"Killing the world economy"? How about creating the world economy as it stands today? Geeze...
Axis of Logic
Shark-like, they rise fast but risk killing the world economy, concludes a business professor.
One per cent of humans: Not murderously insane, just
devoid of empathy and ultimately destructive.
Given the state of the global economy, it might not surprise you to learn that psychopaths may be controlling the world. Not violent criminals, but corporate psychopaths who nonetheless have a genetically-inherited biochemical condition that prevents them from feeling normal human empathy.
Scientific research is revealing that 21st century financial institutions with a high rate of turnover and expanding global power have become highly attractive to psychopathic individuals to enrich themselves at the expense of others, and the companies they work for.
A peer-reviewed theoretical paper from 2011 titled "The Corporate Psychopaths Theory of the Global Financial Crisis" details how highly-placed psychopaths in the banking sector may have nearly brought down the world economy through their own inherent inability to care about the consequences of their actions.
The author of this paper, Clive Boddy, previously of Nottingham Trent University, believes this theory would go a long way to explain how senior managers acted in ways that were disastrous for the institutions they worked for, the investors they represented and the global economy at large.
If true, this also means the astronomically expensive public bailouts will not solve the problem since many of the morally impaired individuals who caused this mess likely remain in positions of power. Worse, they may be the same people advising governments on how to resolve this crisis.
To tackle this problem, we must instead examine this rare and curious condition, and why recent corporate history may have elevated precisely the wrong type of people to positions of great power and public trust.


Work order
Leave every image out, and return the rest of the data word for word.

☆ ☆ ☆ ☆

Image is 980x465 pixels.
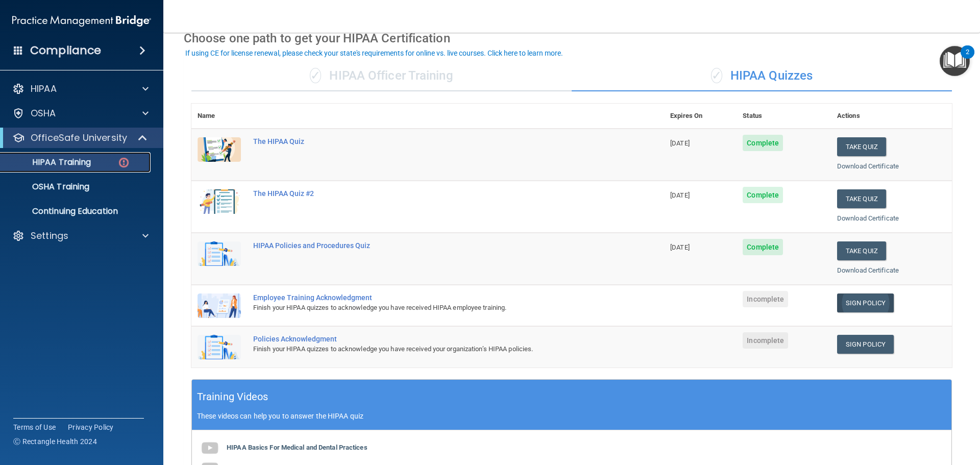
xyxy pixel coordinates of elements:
p: OSHA Training [7,182,89,192]
div: Finish your HIPAA quizzes to acknowledge you have received HIPAA employee training. [253,302,612,314]
p: HIPAA Training [7,157,90,167]
span: Incomplete [742,332,787,349]
th: Actions [831,103,951,129]
button: If using CE for license renewal, please check your state's requirements for online vs. live cours... [184,48,564,58]
button: Take Quiz [836,242,886,261]
th: Name [192,103,247,129]
p: OfficeSafe University [30,132,127,144]
div: Choose one path to get your HIPAA Certification [184,24,959,53]
p: These videos can help you to answer the HIPAA quiz [197,412,946,420]
a: OfficeSafe University [12,132,148,144]
div: HIPAA Quizzes [571,61,951,91]
h5: Training Videos [197,387,268,406]
div: 2 [965,52,969,65]
p: OSHA [30,107,56,119]
button: Take Quiz [836,138,886,156]
h4: Compliance [30,43,101,58]
img: PMB logo [12,11,151,31]
div: Policies Acknowledgment [253,334,612,343]
div: If using CE for license renewal, please check your state's requirements for online vs. live cours... [185,49,563,57]
a: HIPAA [12,83,148,95]
span: ✓ [711,68,721,84]
img: danger-circle.6113f641.png [117,156,130,169]
span: [DATE] [670,244,689,251]
div: Employee Training Acknowledgment [253,293,612,302]
a: OSHA [12,107,148,119]
span: [DATE] [670,192,689,199]
span: ✓ [310,68,320,84]
a: Sign Policy [836,293,894,313]
a: Settings [12,230,148,242]
div: HIPAA Officer Training [192,61,571,91]
a: Download Certificate [836,214,898,222]
button: Take Quiz [836,190,886,208]
img: gray_youtube_icon.38fcd6cc.png [200,437,220,458]
th: Expires On [663,103,736,129]
p: Continuing Education [7,206,145,216]
a: Download Certificate [836,266,898,274]
span: Ⓒ Rectangle Health 2024 [13,436,97,446]
a: Terms of Use [13,422,56,433]
p: Settings [30,230,69,242]
span: Complete [742,239,782,256]
a: Privacy Policy [68,422,114,433]
div: HIPAA Policies and Procedures Quiz [253,242,612,250]
b: HIPAA Basics For Medical and Dental Practices [226,443,368,451]
th: Status [736,103,831,129]
span: Incomplete [742,291,787,307]
a: Download Certificate [836,162,898,170]
div: The HIPAA Quiz [253,138,612,145]
button: Open Resource Center, 2 new notifications [940,46,969,76]
p: HIPAA [30,83,57,95]
div: The HIPAA Quiz #2 [253,190,612,198]
iframe: Drift Widget Chat Controller [803,392,967,434]
span: Complete [742,187,782,203]
div: Finish your HIPAA quizzes to acknowledge you have received your organization’s HIPAA policies. [253,343,612,355]
span: Complete [742,135,782,151]
a: Sign Policy [836,334,894,354]
span: [DATE] [670,140,689,146]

☆ ☆ ☆ ☆

Solution below
Image is 980x465 pixels.
xyxy pixel coordinates of elements:
p: OSHA Training [7,182,89,192]
div: Finish your HIPAA quizzes to acknowledge you have received HIPAA employee training. [253,302,612,314]
p: HIPAA Training [7,157,90,167]
span: Incomplete [742,332,787,349]
th: Actions [831,103,951,129]
button: If using CE for license renewal, please check your state's requirements for online vs. live cours... [184,48,564,58]
button: Take Quiz [836,242,886,261]
th: Name [192,103,247,129]
p: OfficeSafe University [30,132,127,144]
div: Choose one path to get your HIPAA Certification [184,24,959,53]
p: These videos can help you to answer the HIPAA quiz [197,412,946,420]
a: OfficeSafe University [12,132,148,144]
div: HIPAA Quizzes [571,61,951,91]
h5: Training Videos [197,387,268,406]
div: 2 [965,52,969,65]
p: OSHA [30,107,56,119]
button: Take Quiz [836,138,886,156]
h4: Compliance [30,43,101,58]
img: PMB logo [12,11,151,31]
div: Policies Acknowledgment [253,334,612,343]
div: If using CE for license renewal, please check your state's requirements for online vs. live cours... [185,49,563,57]
a: HIPAA [12,83,148,95]
span: ✓ [711,68,721,84]
img: danger-circle.6113f641.png [117,156,130,169]
span: [DATE] [670,244,689,251]
div: Employee Training Acknowledgment [253,293,612,302]
a: OSHA [12,107,148,119]
span: [DATE] [670,192,689,199]
span: ✓ [310,68,320,84]
a: Sign Policy [836,293,894,313]
a: Settings [12,230,148,242]
div: HIPAA Officer Training [192,61,571,91]
a: Download Certificate [836,214,898,222]
button: Take Quiz [836,190,886,208]
img: gray_youtube_icon.38fcd6cc.png [200,437,220,458]
th: Expires On [663,103,736,129]
p: Continuing Education [7,206,145,216]
a: Download Certificate [836,266,898,274]
span: Ⓒ Rectangle Health 2024 [13,436,97,446]
a: Terms of Use [13,422,56,433]
p: Settings [30,230,69,242]
span: Complete [742,239,782,256]
a: Privacy Policy [68,422,114,433]
div: HIPAA Policies and Procedures Quiz [253,242,612,250]
b: HIPAA Basics For Medical and Dental Practices [226,443,368,451]
th: Status [736,103,831,129]
span: Incomplete [742,291,787,307]
a: Download Certificate [836,162,898,170]
div: The HIPAA Quiz [253,138,612,145]
button: Open Resource Center, 2 new notifications [940,46,969,76]
p: HIPAA [30,83,57,95]
div: The HIPAA Quiz #2 [253,190,612,198]
iframe: Drift Widget Chat Controller [803,392,967,434]
span: Complete [742,187,782,203]
div: Finish your HIPAA quizzes to acknowledge you have received your organization’s HIPAA policies. [253,343,612,355]
span: Complete [742,135,782,151]
a: Sign Policy [836,334,894,354]
span: [DATE] [670,140,689,146]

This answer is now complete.